ﻻ يوجد ملخص باللغة العربية
We propose a first-principles method of efficiently evaluating electron-transport properties of very long systems. Implementing the recursive Greens function method and the shifted conjugate gradient method in the transport simulator based on real-space finite-difference formalism, we can suppress the increase in the computational cost, which is generally proportional to the cube of the system length to a linear order. This enables us to perform the transport calculations of double-walled carbon nanotubes~(DWCNTs) with 196,608 atoms. We find that the conductance spectra exhibit different properties depending on the periodicity of doped impurities in DWCNTs and they differ from the properties for systems with less than 1,000 atoms.
In this work, we use a combination of first-principles calculations under the density functional theory framework and heat transport simulations using the atomistic Greens function (AGF) method to quantitatively predict the contribution of the differ
The electronic transport behaviour of materials determines their suitability for technological applications. We develop an efficient method for calculating carrier scattering rates of solid-state semiconductors and insulators from first principles in
In this work, we propose an efficient computational scheme for first-principle quantum transport simulations to evaluate the open-boundary conditions. Its partitioning differentiates from conventional methods in that the contact self-energy matrices
We investigate transport properties of gate-all-around Si nanowires using non-equilibrium Greens function technique. By taking into account of the ionized impurity scattering we calculate Greens functions self-consistently and examine the effects of
The wave-function-matching (WFM) technique for first-principles transport-property calculations was modified by So{}rensen {it et al.} so as to exclude rapidly decreasing evanescent waves [So{}rensen {it et al.}, Phys. Rev. B {bf 77}, 155301 (2008)].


**Action item**
Reproduce the records below in full and word for word, excluding pictures.
(Available data)
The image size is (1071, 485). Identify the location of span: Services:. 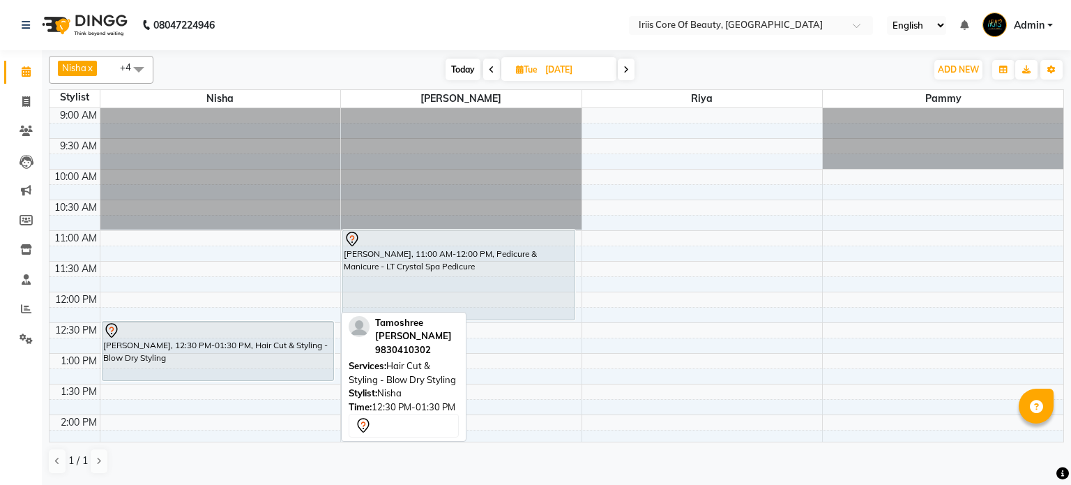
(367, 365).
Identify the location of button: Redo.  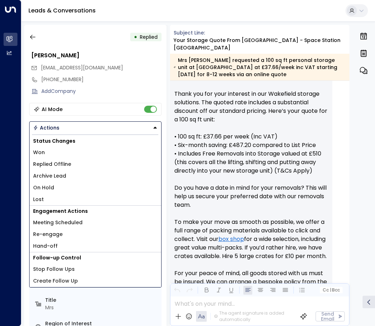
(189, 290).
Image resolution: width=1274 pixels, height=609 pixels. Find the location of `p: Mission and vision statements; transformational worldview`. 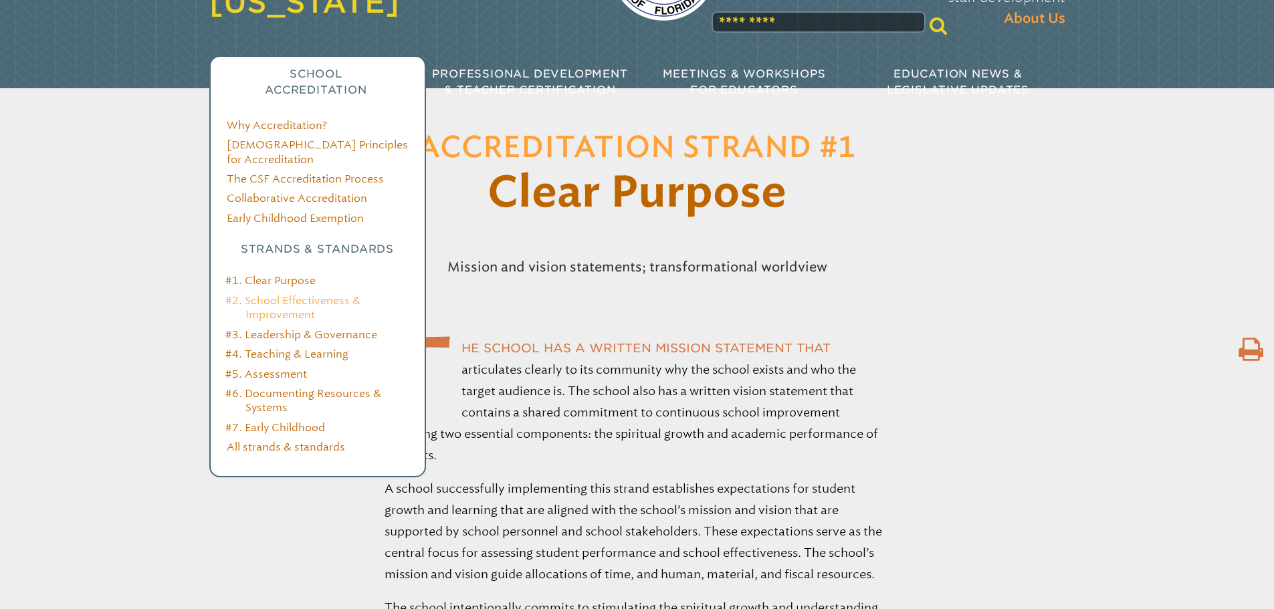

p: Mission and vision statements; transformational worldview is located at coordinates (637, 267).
(End Available data)
**Answer space**
The image size is (1071, 485). Identify the location of span: Services:. 
(367, 365).
Identify the location of button: Redo.  
(189, 290).
Image resolution: width=1274 pixels, height=609 pixels. Find the location of `p: Mission and vision statements; transformational worldview`. 

p: Mission and vision statements; transformational worldview is located at coordinates (637, 267).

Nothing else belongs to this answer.